Over the years I’ve used a variety of ways to keep parents in the loop of what was going on at camp. In the early days, I’d shoot my admin a summary email that she would forward on to all the parents. Then in 2003 or 2004, I took a big jump and started using a yahoo group, which worked pretty well. I’ve found that the more I help parents feel connected to what was going on with their kids at camp, the more excited they’d be about the ministry that happens to their kids, both at camp and back at home. A lot of parents are nervous about being away from their kids, so they just want to see pictures of their kids all happy and having fun. These days, it’s so easy to do this, easier than ever.

Our Kids Ministry already has a facebook group, facebook.com/kidsquest. All we did was update the facebook page like crazy. Last year I did a lock-in and I gave 5-8 of my leaders access to the Kids Quest twitter account. It worked well, but only for parents on twitter. If you’re using a facebook fan page, your status updates will sync to twitter, but not the other way around. So, I had a few of my staff just posting status updates with pics as often as they could. As soon as the update published, facebook sent it out as a tweet as well.

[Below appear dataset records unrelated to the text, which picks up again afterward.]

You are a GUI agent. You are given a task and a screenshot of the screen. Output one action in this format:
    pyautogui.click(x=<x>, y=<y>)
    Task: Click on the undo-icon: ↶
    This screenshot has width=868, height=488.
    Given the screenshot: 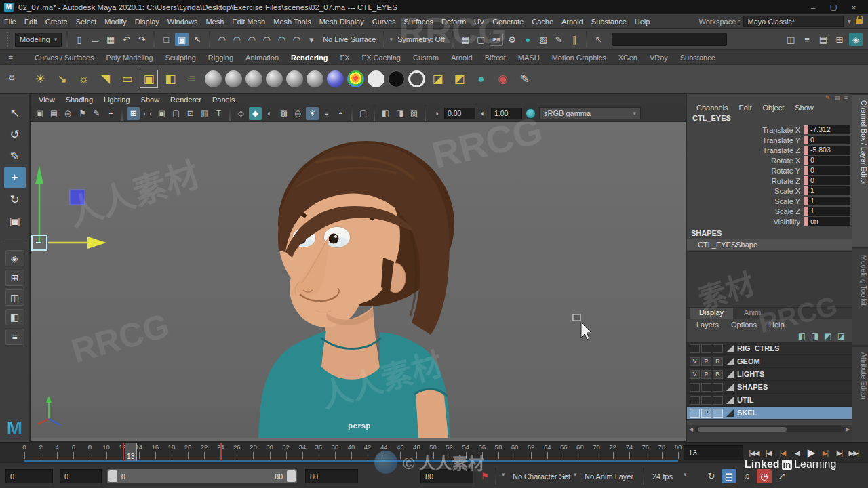 What is the action you would take?
    pyautogui.click(x=126, y=39)
    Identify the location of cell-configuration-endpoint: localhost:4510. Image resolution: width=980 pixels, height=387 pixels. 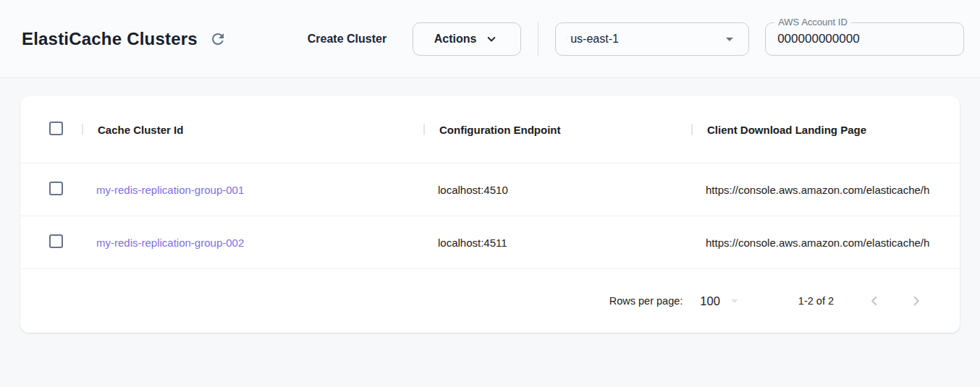
(557, 190). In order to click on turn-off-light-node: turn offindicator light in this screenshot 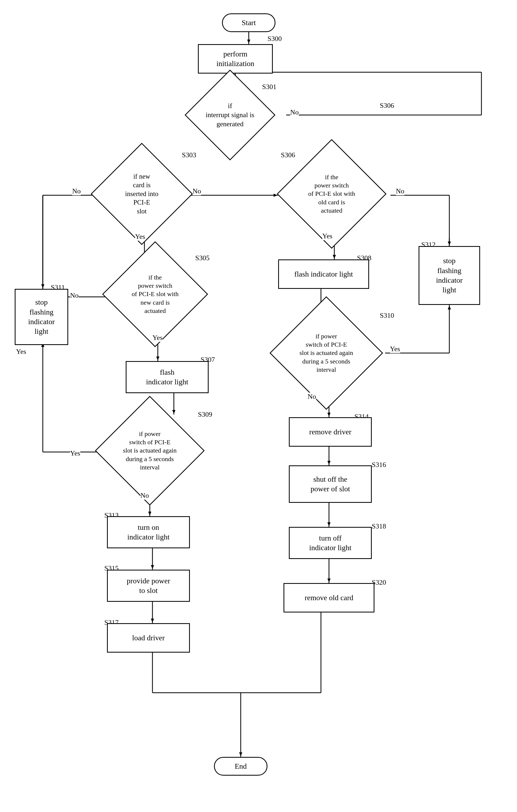, I will do `click(331, 543)`. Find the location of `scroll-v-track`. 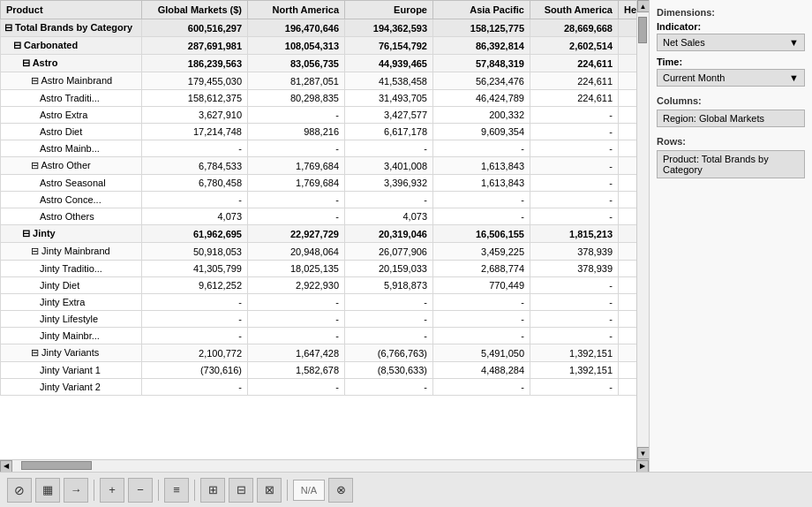

scroll-v-track is located at coordinates (643, 230).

The parents loved the updates. We told them where we were on our travels, showed them pictures of what the kids were eating and let the parents know where we were on the drive home (so they could know what time to arrive). I even created “notes” every day with the content of what I would be teaching that day and giving the parents prayer points. It was a good system and the parents went nuts. They felt like they were a part of the camp.

Next year we plan to have even more interaction. On one day we held a contest asking the parents whether they thought the girls room or the boys room was cleanest. A few hours later we uploaded a video. The parents really got into this. Next year I think we’ll do even more stuff like this to keep the parents extra engaged, even creating opportunities for parents to interact some with their kids. I also want to play with the idea of a live feed. I’m not 100% sure you can actually do a live feed with the internet service there, but we could possibly upload the services a few hours later just so parents and families can see what their kids are experiencing.

Click here to jump over to our facebook page and see the kind of content we were posting.

Below is the clean room video contest we posted while at camp.